You might have missed this, but everyone's most loathed conservative hellspawn, Liz Cheney, had an op-ed in the Wall Street Journal today and it is a humdinger. But instead of forcing you to read her deranged ramblings, I'll let Jonathan Chait sum it up:
She (and thus, by extension, her father) is obviously stark raving mad.
Ouch. Do go on.
Even after four years of bug-eyed right-wing paranoia, Cheney's op-ed stands out for its utter dearth of the slightest whiff of perspective or factual grounding. President Obama, she tells us, "is the most radical man ever to occupy the Oval Office. He has "launched a war on American's Second Amendment rights." He does not want the economy to grow. ("He believes in greater redistribution of a much smaller pie.") Obama "seems unaware that the free-enterprise system has lifted more people out of poverty than any other economic system devised by man" - which is odd, because Obama is always saying things like "business, and not government, will always be the primary generator of good jobs with incomes that lift people into the middle class and keep them there." The best approximations of America's future under Obama are tiny European nations that lack control of their own currency. ("If you're unsure of what this America would look like, Google "Cyprus" or "Greece.")

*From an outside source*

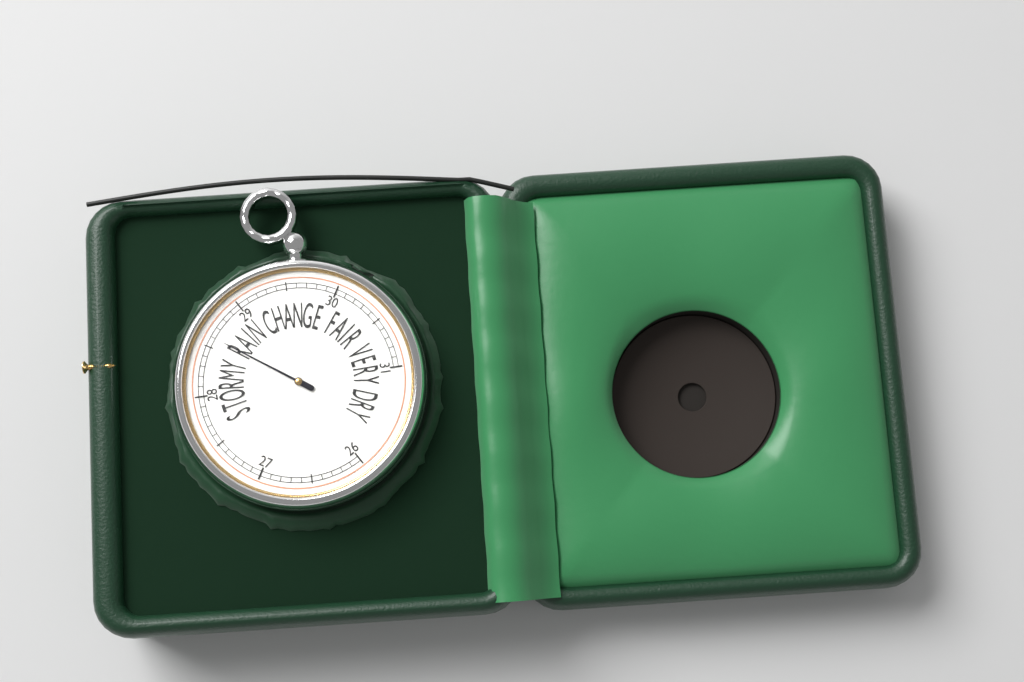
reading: 28.6 inHg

Yep. That's pretty nuts (if fairly standard for Republicans these days). But it's foreign policy, supposedly Liz's area of "expertise" (remember, she was deputy assistant SOS for near eastern affairs under Dubya and Daddy Darth), that she
really gets unhinged:
Obama, she argues, has not only weakened America, he wants to weaken America's world standing in the same way he wants to shrink its economy ("there is no longer a question of whether this was his intent"). He wants to "pre-emptively disarm the United States."
You know, I love
The Manchurian Candidate too, Liz. The difference is, I know it's fiction.
Yep, pretty crazy. But here's where Chait really highlights Liz's craziness and it revolves around a quote from a speech from Ronald Reagan in 1961:
"Freedom is never more than one generation away from extinction. We didn't pass it on to our children in the bloodstream. The only way they can inherit the freedom we have known is if we fight for it, protect it, defend it and then hand it to them with the well-taught lessons of how they in their lifetime must do the same. And if you and I don't do this, then you and I may well spend our sunset years telling our children and our children's children what it once was like in America when men were free."
Strong words. But then Chait reveals what Reagan was talking about here:
There is one confusing passage in here - "this." Reagan warns that "if you and I don't do this," then freedom in America will be extinguished forever. But what is "this?" "This" referred to stopping the enactment of Medicare.
Yep, Medicare. Just like Social Security decades before. Because while the government programs change, the irrational hatred remains the same:
The paranoia is simply transferred from one event to the next. Conservatives likened the establisment of Social Security to socialism and tyranny. Reagan, speaking a quarter-century later, assured his audience that he loved Social Security but that Medicare would surely fulfill those same warnings. Republican now pledge their love for Medicare but see Obamacare as the death knell for freedom.
And since I don't want to let Chait have all the fun, here's
Steve Benen's summation of Cheney's screed:
It's a truly ridiculous tirade with all the sophistication and accuracy of a Breibart commentary section.
Nothing more needs be said. Liz, you so crazy.